The latest episode in the seven-year battle between a former San Diego investment adviser and the SEC over allegedly misleading marketing – a case that gave the IA a U.S. Supreme Court victory last year – has the Justice Department arguing that Ray Lucia can’t seek to dismiss the continuing ALJ enforcement action against him.

A court filing June 3 by the DOJ in federal court in California asserts that court precedent holds that the SEC’s enforcement action must play out.

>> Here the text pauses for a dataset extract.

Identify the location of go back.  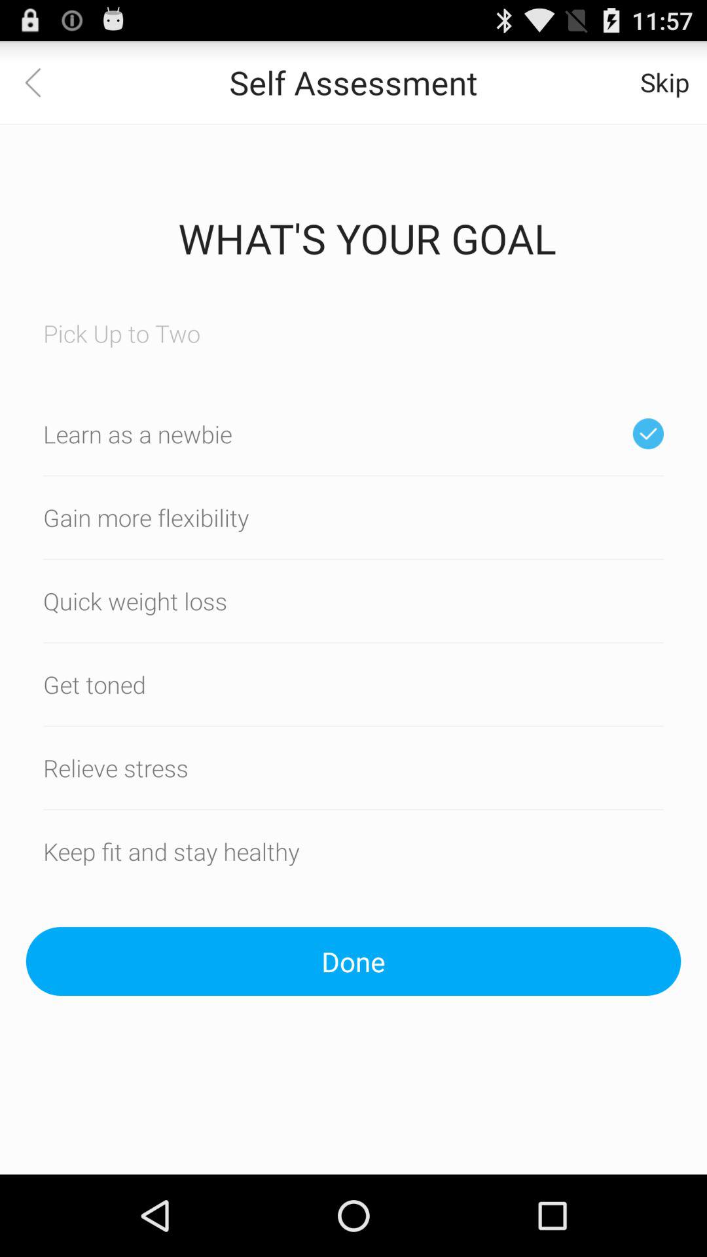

After the High Court last year found part of the SEC’s ALJ system to be unconstitutional and ordered the case against Lucia to be returned to the ALJ setting (albeit with a different judge overseeing the case, IA Watch, June 22, 2018), Lucia filed a lawsuit last November seeking to have his case dismissed altogether, claiming the ALJ system remains unconstitutional due to how the judges can be fired (IA Watch, Nov. 29, 2018).

“Here, the sole object of Plaintiffs’ claim is to prevent the SEC from continuing the enforcement proceedings,” argued the DOJ, noting the case remains unfinished. “And Plaintiffs could prevail before the Commission” ultimately, the DOJ continued.

“The SEC has used ALJs since the Commission’s early days,” the filing reads. The DOJ also disputes Lucia’s claims that the Commission took too long to hold a hearing after the case was originally filed in 2012. Also, federal law permits the Commission to remove ALJs, thus not violating the Constitution’s separation of powers’ provisions, the DOJ argued.

Déjà vu all over again

One of Lucia’s attorneys, Margaret Little of the New Civil Liberties Alliance in Washington, D.C., says should the DOJ’s argument prevail “that means that Ray Lucia will be tried a second time” before an SEC ALJ “who is still unconstitutional.” Should Lucia lose for a second time, then he would be forced to engage in the entire appeals process all over again, she added.

Little noted that Supreme Court Justice Stephen Breyer warned last year that the issue of the constitutionality of the SEC ALJ setting could return to the High Court over the hiring and firing issue.

Lucia “is determined to vindicate his constitutional right to only be tried before a constitutional judge,” states Little.

A DOJ attorney didn’t return IA Watch inquiries. An August hearing is set in U.S. District Court for Southern California.